Olaf makes good suggestions about Haskell 98 library module
Random.  I propose to write them into the report.

Simon

-----Original Message-----
From: Olaf Chitil [mailto:[EMAIL PROTECTED]] 
Sent: Monday, November 30, 1998 1:42 PM
To: Simon Peyton-Jones
Subject: Haskell 98: randomIO


Hi Simon,

I just had a look at the Random module of the Haskell 98 library report
(strangely the HTML title is Haskell 1.3 Library Report) 

1. The module only exports random, not randomIO.

2. Nowhere is stated that the produced lists are infinite. The functions
could
simply produce the empty list ;-)

3. Although the lists are infinite some programmers may prefer to call
randomIO
several times expecting different numbers. Currently the description just
contains the following sentence about randomIO

The randomIO function is similar to random except that it obtains an initial
seed in some system-dependent manner. 

I think that the report should definitly rule out the possiblity that every
evaluation of randomIO uses the *same* initial seed.

The expression

        (accumulate.take 10.repeat) (randomIO (1,100) >>= return.head) >>=
print

(accumulate -> sequence in H'98)
should not necessarily give the same as

        randomIO (0,100) >>= (print.take 10)

but certainly a pseudo-random sequence as well (in contrast to the current
implementation in Hugs, I don't know about ghc).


> **Task description**: Only the lines from the start of the entries through the line with "Task: Click on the button: Enviar" should be returned, each exactly as it stands, and no pictures.

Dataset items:

▶

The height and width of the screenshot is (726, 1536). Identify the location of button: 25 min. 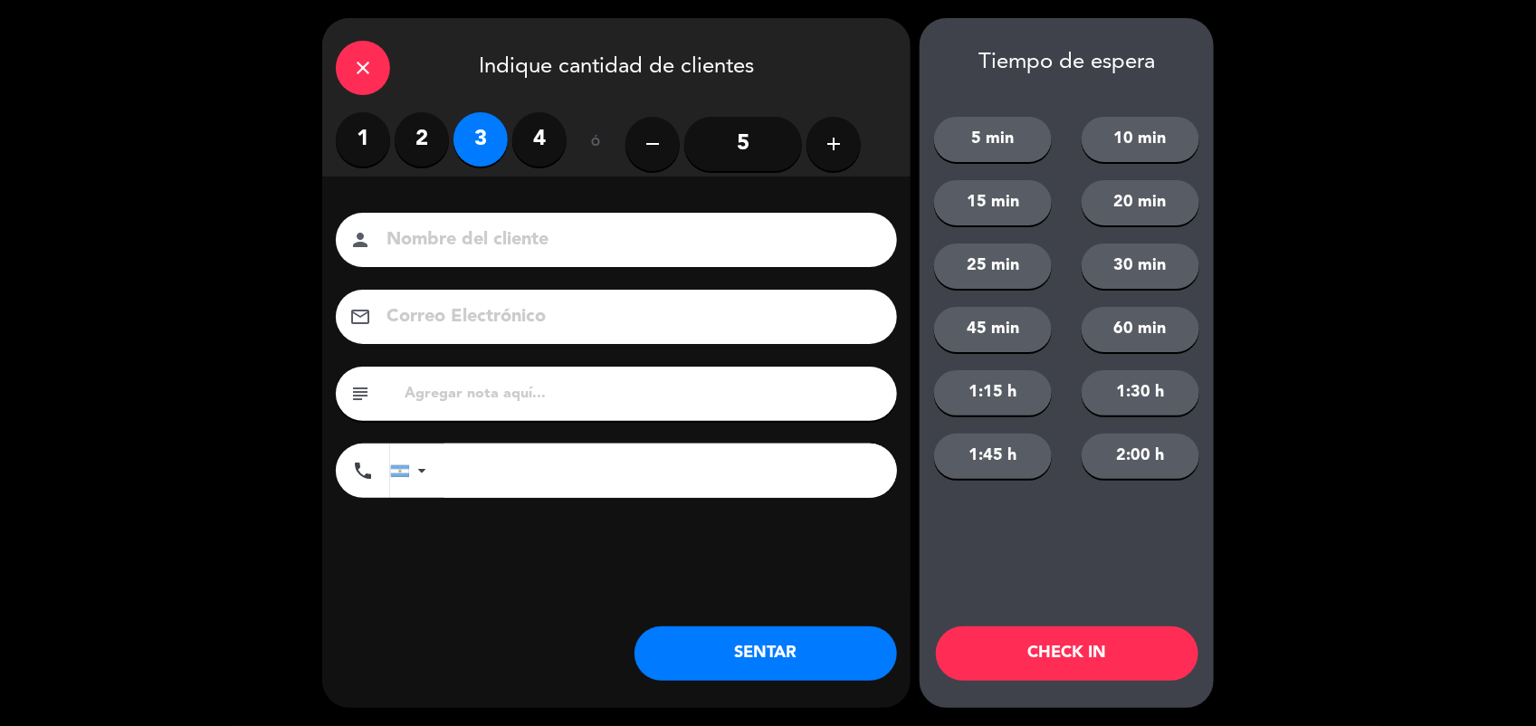
(993, 266).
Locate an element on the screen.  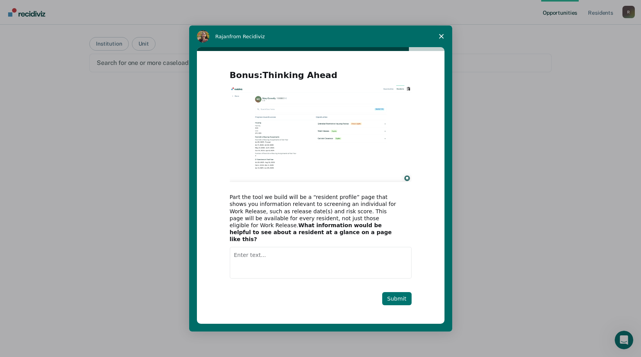
b: Thinking Ahead is located at coordinates (300, 75).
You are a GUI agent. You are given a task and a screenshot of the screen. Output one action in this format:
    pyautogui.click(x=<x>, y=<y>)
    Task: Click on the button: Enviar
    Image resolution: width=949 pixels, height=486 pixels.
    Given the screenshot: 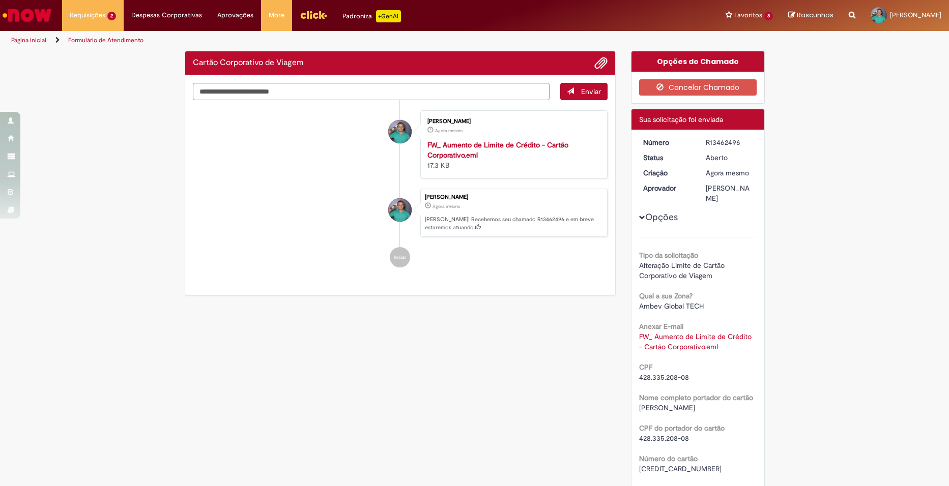 What is the action you would take?
    pyautogui.click(x=583, y=92)
    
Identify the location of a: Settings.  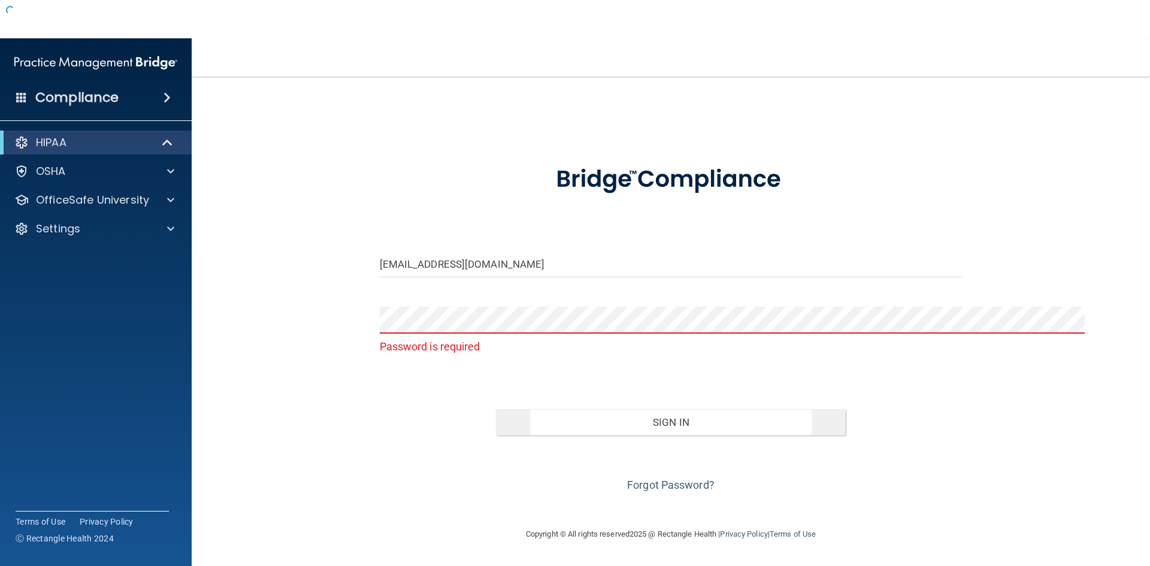
(94, 229).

◀

> **Task result**:
The height and width of the screenshot is (726, 1536). Identify the location of button: 25 min. 
(993, 266).
Locate an element on the screen.  
b: Thinking Ahead is located at coordinates (300, 75).
You are a GUI agent. You are given a task and a screenshot of the screen. Output one action in this format:
    pyautogui.click(x=<x>, y=<y>)
    Task: Click on the button: Enviar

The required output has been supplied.